Apple Intelligence is coming to China. Alibaba has forged ahead, releasing its new Qwen3 AI models built for Apple’s MLX system. Reuters caught the story first. With this, Apple’s smart features will land in Chinese hands for the first time. iOS 18.4 brought the language. Now, finally, comes the mind.
Why China Requires Local AI Models
Back in February, Bloomberg laid it out. Apple made a deal. The Chinese government said: if you want to run AI here, you use our models. Apple nodded. That’s how it works in China. This only counts for devices bought within the borders. If your iPhone came from outside, it keeps the original Apple Intelligence. No swap, no filter.
Alibaba and Baidu to Power China’s Version of Apple Intelligence
Now that the tech is landing, Alibaba will watch what it says. The government wants it clean and proper. No trouble. No wild ideas. Censorship is part of the deal. For the rest — the images, the search — Baidu steps in. They’ll take the wheel on those. Apple lets them. It’s the only way in.
Apple Intelligence runs on three kinds of AI now. The core work — the models on the device — stays with Apple. But in China, Alibaba adds a layer. It watches the words. Cuts out what the government won’t allow. The server work shifts to GBCD, Apple’s iCloud partner in China. Visual Intelligence? That’s Baidu’s job.
China Rollout Timeline
No one knows the day Apple Intelligence will go live in China. Could be with iOS 18.6. That’s set to drop in about a month. Testing just kicked off, right alongside the iOS 26 beta. Not much new is expected in 18.6, but the AI rollout could be the big one.
iOS 26 brings small changes. A few, but they matter.
ChatGPT gets sharper. You can ask it about anything on your screen — a photo, a passage, a name — and it’ll explain.
Visual Intelligence acts like Circle to Search now. You snap a shot — say, a jacket — and it hunts for matches, stores, answers.
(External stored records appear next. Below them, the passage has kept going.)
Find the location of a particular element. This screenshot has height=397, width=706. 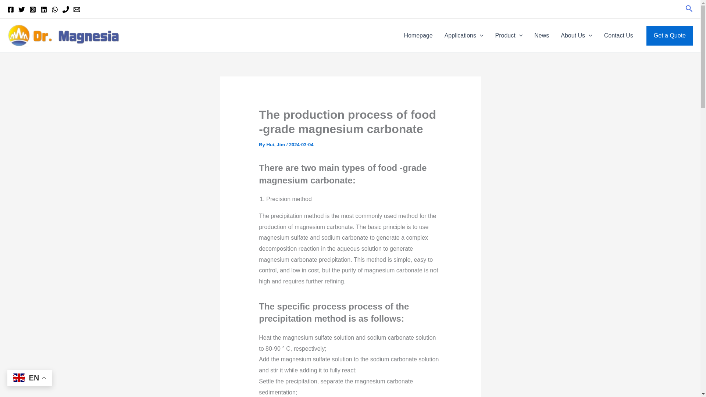

About Us is located at coordinates (577, 36). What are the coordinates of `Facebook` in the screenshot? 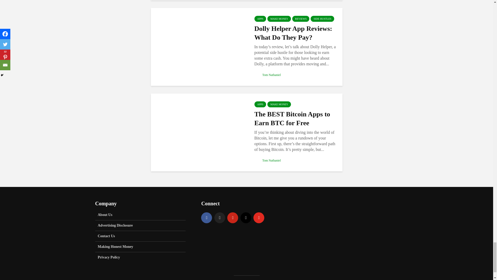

Genmoji gets a spark. You can mix it with regular emoji, even throw in some words. A smile with horns. A pizza with wings. Make what you want. That’s the idea.
Final Words
And there you have it: Apple Intelligence is now ready to talk Mandarin, but it will have to have a government translator in its ear. The tech giant has basically said that it will play by the rules set by Beijing, since when you are interested in selling iPhones to 1.4 billion people, you do not question the house rules. It is a very interesting game of international technology and local politics. Apple controls the brain, Alibaba controls the mouth, and Baidu controls the eyes. It can be considered as AI on training wheels, Chinese style. OK, maybe your digital assistant is a little more… polite, than its Western counterpart. It is a question of whether this sanitized taste of artificial intelligence will be palatable to Chinese consumers. There is one thing that is definite, Siri is going to receive a very different education.